Wednesday, 18 October 2017

How to open specific port in firewall in CentOS Linux

Guys, if your organization is behind a firewall, the networking team usually takes care that most unused ports are blocked, unless absolutely necessary. In some cases, you may want to add an exception to the firewall rules though, to open up a specific port to allow incoming and outgoing network traffic.

In today's example, we may want to open up a port 8080 to allow TCP connections for instance. Note that these commands are specifically for the CentOS flavor of Linux. Other flavors of Linux may have different command syntax. Please check accordingly.

Firstly view the existing firewall rules using the following command

firewall-cmd --list-all

Output (Old rules):

public (default, active)
  interfaces: en0
  sources:
  services: dhcpv6-client ssh
  ports: 9005/tcp
  masquerade: no
  forward-ports:
  icmp-blocks:
  rich rules:

As you see from the existing rules, it seems that port 9005 is open. Now let us add the port 8080 to the firewall rules using the below command. If the command is executed fine, it will display "success". Make sure to reload firewall configuration to bring the new rules into effect.

firewall-cmd --zone=public --add-port=8080/tcp --permanent
success

firewall-cmd --reload
success

In order to view the double check the firewall rules, again use the --list-all command.

firewall-cmd --list-all

Output ( Updated rules):

public (default, active)
  interfaces: en0
  sources:
  services: dhcpv6-client ssh
  ports: 8080/tcp 9005/tcp
  masquerade: no
  forward-ports:
  icmp-blocks:
  rich rules:

As you see the port 8080 has been added to the list i.e it has been opened up.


* What to produce *
Where does the word "name" appear in the data? Copy every line that holds it.

*** Data for this exercise Section Begins ***

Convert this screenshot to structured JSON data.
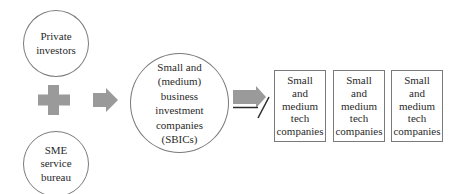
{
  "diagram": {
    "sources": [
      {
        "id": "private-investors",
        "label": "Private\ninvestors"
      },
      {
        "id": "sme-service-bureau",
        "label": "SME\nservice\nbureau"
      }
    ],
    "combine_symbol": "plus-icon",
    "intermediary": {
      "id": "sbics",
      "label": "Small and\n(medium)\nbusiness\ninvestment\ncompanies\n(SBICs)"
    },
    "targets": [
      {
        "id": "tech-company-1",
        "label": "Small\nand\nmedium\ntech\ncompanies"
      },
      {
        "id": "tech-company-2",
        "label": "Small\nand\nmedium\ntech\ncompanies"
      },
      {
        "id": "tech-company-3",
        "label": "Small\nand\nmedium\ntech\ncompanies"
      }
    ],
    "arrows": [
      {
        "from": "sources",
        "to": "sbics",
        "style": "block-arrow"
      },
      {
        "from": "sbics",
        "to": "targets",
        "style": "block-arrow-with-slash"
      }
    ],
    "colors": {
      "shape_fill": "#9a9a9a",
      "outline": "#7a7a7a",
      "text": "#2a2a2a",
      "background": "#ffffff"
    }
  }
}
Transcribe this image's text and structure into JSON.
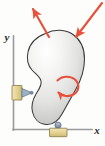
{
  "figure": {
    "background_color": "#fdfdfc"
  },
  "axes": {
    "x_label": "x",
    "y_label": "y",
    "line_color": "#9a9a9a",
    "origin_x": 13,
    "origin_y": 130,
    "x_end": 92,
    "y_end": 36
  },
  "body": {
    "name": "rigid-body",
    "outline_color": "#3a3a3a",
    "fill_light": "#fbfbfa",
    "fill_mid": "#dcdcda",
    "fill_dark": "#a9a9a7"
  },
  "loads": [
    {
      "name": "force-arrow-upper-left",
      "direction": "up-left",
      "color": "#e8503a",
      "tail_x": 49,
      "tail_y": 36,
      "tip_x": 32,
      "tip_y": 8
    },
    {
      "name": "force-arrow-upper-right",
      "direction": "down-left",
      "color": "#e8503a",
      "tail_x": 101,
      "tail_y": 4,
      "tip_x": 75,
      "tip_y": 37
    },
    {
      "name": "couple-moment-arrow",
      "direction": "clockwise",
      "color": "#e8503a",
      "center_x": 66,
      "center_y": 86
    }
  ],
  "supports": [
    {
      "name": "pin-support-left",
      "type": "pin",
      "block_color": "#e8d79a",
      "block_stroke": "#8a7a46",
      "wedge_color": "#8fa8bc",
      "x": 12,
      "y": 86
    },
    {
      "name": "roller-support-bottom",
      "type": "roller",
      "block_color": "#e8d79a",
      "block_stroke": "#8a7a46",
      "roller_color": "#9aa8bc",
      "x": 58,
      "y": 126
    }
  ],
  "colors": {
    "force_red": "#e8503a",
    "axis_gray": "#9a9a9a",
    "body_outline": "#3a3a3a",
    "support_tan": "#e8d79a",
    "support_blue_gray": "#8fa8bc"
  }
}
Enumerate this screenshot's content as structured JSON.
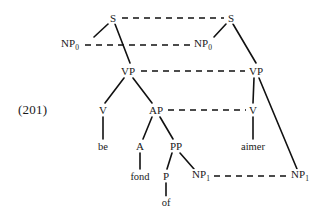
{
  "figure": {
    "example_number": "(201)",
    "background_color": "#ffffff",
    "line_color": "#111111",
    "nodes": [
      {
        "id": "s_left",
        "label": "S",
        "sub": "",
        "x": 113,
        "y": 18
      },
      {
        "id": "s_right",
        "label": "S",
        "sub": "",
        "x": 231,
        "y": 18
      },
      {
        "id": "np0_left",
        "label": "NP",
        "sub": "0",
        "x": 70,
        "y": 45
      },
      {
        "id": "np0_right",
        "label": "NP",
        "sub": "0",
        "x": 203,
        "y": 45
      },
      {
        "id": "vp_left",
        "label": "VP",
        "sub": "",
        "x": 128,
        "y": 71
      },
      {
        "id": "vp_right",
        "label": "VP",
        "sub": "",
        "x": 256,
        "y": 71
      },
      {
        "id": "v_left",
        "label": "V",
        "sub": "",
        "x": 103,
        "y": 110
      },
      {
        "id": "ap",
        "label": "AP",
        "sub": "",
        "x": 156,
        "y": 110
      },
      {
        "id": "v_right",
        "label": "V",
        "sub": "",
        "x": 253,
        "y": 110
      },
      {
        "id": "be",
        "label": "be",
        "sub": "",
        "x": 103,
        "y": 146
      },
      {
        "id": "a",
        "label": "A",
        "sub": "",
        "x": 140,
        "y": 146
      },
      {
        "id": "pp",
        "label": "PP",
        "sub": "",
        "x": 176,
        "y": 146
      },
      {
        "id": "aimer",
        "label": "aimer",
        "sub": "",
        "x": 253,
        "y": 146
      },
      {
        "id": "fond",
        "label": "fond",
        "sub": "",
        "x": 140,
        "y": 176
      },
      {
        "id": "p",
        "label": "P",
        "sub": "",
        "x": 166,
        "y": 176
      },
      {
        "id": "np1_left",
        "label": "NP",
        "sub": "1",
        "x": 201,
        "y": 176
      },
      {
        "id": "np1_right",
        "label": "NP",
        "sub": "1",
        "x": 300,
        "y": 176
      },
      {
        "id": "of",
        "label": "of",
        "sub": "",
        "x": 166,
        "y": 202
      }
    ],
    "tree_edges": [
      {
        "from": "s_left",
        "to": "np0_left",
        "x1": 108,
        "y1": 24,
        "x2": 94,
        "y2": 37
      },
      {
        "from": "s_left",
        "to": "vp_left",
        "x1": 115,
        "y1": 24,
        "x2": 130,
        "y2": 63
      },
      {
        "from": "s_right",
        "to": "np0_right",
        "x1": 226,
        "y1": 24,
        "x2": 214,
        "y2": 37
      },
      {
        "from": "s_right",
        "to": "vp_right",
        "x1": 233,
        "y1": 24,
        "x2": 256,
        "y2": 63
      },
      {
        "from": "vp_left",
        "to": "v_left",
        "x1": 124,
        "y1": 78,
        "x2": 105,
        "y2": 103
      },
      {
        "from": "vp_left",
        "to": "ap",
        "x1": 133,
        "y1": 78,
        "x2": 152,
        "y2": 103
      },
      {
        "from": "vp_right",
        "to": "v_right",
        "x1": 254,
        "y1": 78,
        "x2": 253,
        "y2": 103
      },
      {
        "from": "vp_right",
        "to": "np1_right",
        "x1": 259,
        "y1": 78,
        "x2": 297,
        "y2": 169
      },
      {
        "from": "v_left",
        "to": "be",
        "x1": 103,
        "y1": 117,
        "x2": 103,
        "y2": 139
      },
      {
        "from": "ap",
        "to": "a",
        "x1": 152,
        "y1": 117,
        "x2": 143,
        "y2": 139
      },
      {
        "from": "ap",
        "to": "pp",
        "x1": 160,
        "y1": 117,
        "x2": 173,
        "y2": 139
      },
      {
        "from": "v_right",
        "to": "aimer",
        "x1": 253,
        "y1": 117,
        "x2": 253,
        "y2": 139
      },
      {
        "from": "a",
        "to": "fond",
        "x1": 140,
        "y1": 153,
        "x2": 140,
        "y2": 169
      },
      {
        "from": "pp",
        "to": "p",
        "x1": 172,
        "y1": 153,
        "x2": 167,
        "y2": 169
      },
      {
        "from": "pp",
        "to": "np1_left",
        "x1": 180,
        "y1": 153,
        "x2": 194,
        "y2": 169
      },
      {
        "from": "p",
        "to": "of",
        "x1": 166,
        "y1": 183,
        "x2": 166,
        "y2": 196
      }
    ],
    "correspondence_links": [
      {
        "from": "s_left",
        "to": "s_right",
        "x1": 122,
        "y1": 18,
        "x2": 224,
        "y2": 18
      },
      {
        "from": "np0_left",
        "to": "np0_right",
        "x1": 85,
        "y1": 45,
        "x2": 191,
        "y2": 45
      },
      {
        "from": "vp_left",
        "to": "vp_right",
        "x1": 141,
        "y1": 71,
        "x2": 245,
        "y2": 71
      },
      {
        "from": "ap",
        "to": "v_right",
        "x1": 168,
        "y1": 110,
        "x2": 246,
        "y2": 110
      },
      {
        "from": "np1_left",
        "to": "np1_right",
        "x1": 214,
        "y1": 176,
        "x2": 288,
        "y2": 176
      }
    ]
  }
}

*** Data for this exercise Section Ends ***

* Solution for this task *
    "name": "rigid-body",
      "name": "force-arrow-upper-left",
      "name": "force-arrow-upper-right",
      "name": "couple-moment-arrow",
      "name": "pin-support-left",
      "name": "roller-support-bottom",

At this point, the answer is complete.